Governments will refuse to restructure and will follow the path of least resistance. Governments will issue and issue and issue and issue until investors tell them to stop voting with their feet. Whoever bets on 2010 as the year of the liquidity drain, I think will be disappointed…
Please, click here to read this article in pdf format:january-11-2009
As anticipated on earlier letters (December 2009), in 2010 I expect the continuation of the ongoing asset appreciation trend. I had also disagreed with the mainstream view that volatility was going to average down in 2010. A week is gone and I am losing on that one. However, the view of high volatility in 2010 is based on my concern that, regardless of the strength of the monetary stimulus, sooner or later, governments will have to show investors that a fiscal restructuring is undertaken.
Since Friday, I am starting to believe that this restructuring will be required sooner rather than later. This of course implies that markets are getting ahead of themselves…and I hate myself whenever I arrive to this sort of conclusions.
The speed at which credit spreads are compressing, the resilience in sovereign credit spreads vis-à-vis red flags coming from China, Greece, Ireland, Mexico, Venezuela, the US housing sector to name a few, tell me that something will have to correct sooner, rather than later.
As we have the privilege of having about six decades of Keynesian economics behind us, we may understand how the system works. Governments will refuse to restructure and will follow the path of least resistance. Governments will issue and issue and issue and issue until investors tell them to stop voting with their feet. Whoever bets on 2010 as the year of the liquidity drain, I think will be disappointed. I include myself in the group of those who thought a few weeks ago, that a slow but steady decrease in liquidity was going to occur. Yes, we will see liquidity programs unwind but we will see other more subtle and indirect ways of credit expansion.
The case of Greece, with private placements sustained under the silent and hidden support of the European Central Bank is only one of the forms liquidity will remain offered. In Venezuela, we just learned that Mr. Chavez likes a more direct and explicit approach, with the announced 50% devaluation of the Bolivar. In Argentina, the federal government had absolutely no shame in requesting reserves from the Central Bank to pay upcoming debt maturities. In the US, the Treasury is getting ready to capitalize its GSEs (government sponsored entities) when these start to suffer from increasing mortgage delinquencies. In Canada, we keep telling ourselves we have the best financial system in the world, when we failed our asset-backed commercial paper investors and still require approx. C$1BN /week in repurchase agreements from the Bank of Canada to subsidize inefficiencies. Furthermore, we are in total denial with respect to the clearly skyrocketing fiscal deficits.
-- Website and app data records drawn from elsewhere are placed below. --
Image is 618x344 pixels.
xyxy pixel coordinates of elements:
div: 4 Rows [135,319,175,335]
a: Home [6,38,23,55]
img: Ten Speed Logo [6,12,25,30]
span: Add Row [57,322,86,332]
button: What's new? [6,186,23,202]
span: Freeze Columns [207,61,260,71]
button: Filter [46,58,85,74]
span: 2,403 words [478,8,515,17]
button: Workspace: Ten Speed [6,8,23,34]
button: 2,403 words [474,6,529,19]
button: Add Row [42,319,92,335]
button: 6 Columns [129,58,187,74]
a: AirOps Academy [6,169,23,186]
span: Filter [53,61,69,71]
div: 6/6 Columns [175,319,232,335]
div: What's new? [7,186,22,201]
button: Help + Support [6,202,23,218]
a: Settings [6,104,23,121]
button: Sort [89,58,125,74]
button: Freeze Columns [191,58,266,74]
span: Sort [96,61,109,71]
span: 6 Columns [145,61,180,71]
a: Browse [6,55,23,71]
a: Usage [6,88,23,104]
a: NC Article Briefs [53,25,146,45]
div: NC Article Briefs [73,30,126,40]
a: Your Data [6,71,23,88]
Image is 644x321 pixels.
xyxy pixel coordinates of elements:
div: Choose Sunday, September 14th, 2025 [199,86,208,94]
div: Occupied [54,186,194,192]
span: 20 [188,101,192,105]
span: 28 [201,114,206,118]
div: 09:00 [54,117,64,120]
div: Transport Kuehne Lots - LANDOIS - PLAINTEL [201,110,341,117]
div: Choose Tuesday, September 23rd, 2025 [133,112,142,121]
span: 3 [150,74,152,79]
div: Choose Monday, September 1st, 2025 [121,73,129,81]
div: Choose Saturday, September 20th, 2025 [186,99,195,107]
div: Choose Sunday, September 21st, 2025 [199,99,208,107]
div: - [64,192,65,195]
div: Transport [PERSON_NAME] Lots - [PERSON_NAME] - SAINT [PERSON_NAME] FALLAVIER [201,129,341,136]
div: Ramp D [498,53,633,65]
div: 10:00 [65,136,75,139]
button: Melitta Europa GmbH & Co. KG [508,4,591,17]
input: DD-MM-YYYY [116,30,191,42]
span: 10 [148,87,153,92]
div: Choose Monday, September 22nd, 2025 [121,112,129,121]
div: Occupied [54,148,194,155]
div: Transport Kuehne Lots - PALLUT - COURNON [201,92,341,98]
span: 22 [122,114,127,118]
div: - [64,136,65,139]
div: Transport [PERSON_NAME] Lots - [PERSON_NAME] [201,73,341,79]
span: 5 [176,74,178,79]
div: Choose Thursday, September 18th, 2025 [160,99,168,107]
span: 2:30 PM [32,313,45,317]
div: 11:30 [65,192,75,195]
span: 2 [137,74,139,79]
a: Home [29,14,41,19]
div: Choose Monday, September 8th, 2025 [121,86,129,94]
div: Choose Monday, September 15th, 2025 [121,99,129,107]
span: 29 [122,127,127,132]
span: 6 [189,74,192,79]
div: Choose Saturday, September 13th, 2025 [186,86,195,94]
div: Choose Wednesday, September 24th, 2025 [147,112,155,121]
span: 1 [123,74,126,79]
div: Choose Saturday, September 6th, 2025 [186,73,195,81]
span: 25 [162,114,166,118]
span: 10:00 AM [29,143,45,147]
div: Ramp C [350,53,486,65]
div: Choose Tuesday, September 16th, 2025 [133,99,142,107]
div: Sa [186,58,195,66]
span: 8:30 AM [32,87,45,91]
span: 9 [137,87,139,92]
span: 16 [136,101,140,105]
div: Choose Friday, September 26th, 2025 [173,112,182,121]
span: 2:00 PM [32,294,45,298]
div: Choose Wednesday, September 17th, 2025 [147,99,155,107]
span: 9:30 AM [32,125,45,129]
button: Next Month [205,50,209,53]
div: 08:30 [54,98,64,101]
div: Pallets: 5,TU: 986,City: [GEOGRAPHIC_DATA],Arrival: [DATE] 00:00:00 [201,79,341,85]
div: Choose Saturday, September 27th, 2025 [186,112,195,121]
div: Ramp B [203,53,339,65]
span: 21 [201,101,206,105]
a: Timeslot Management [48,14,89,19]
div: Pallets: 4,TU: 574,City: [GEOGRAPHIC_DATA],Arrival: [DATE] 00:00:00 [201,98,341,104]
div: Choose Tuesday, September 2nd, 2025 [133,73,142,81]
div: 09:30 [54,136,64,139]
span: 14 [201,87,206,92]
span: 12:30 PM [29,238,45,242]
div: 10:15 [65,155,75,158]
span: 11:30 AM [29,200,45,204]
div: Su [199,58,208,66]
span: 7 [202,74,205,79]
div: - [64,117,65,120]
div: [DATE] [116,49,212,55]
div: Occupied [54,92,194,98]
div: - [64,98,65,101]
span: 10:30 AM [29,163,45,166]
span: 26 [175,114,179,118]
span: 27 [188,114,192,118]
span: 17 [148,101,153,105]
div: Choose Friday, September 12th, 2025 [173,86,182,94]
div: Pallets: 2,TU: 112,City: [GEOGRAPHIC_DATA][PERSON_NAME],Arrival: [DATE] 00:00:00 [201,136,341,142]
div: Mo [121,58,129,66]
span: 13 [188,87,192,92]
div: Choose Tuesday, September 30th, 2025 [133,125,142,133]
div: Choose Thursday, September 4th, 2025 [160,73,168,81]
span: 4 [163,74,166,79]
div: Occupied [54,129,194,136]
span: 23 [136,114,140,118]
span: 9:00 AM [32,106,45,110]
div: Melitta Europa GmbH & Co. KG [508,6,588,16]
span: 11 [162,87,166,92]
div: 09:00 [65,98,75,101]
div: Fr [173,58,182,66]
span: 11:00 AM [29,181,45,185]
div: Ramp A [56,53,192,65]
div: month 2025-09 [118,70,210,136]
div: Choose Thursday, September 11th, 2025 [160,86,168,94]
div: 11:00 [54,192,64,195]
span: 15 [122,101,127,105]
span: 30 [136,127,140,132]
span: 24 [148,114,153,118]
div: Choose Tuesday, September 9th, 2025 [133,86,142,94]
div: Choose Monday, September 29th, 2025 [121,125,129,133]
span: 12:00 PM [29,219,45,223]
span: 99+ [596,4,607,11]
In this global world, it is a mistake to think that problems in the periphery do not affect us in the developed world. Episodes in Dubai, Venezuela or Argentina are only symptoms of a truly global problem. In the meantime, the path of least resistance will be supportive of equity and credit here in North America, of commodities and commodity related currencies and the capital structure trade we mentioned in our January 4th letter will continue to unfold relentlessly. Not necessarily of gold.
I want to stay alert and as liquid as possible. Most analysts tell you that 2010 is no longer a “beta” year and that alpha will be achieved by….well, by chasing alpha strategies. For you and me, this means that to be able to get stellar results, we will have to be picky with our investment choices, looking for solid fundamentals to outperform the market. If my diatribe above is correct, these analysts are delusional and actually never quite understood why things rallied in 2009, in the first place. If I am correct, the risks you will avoid by being long liquid beta assets in 2010 will more than offset whatever alpha you think you may get by abandoning liquidity.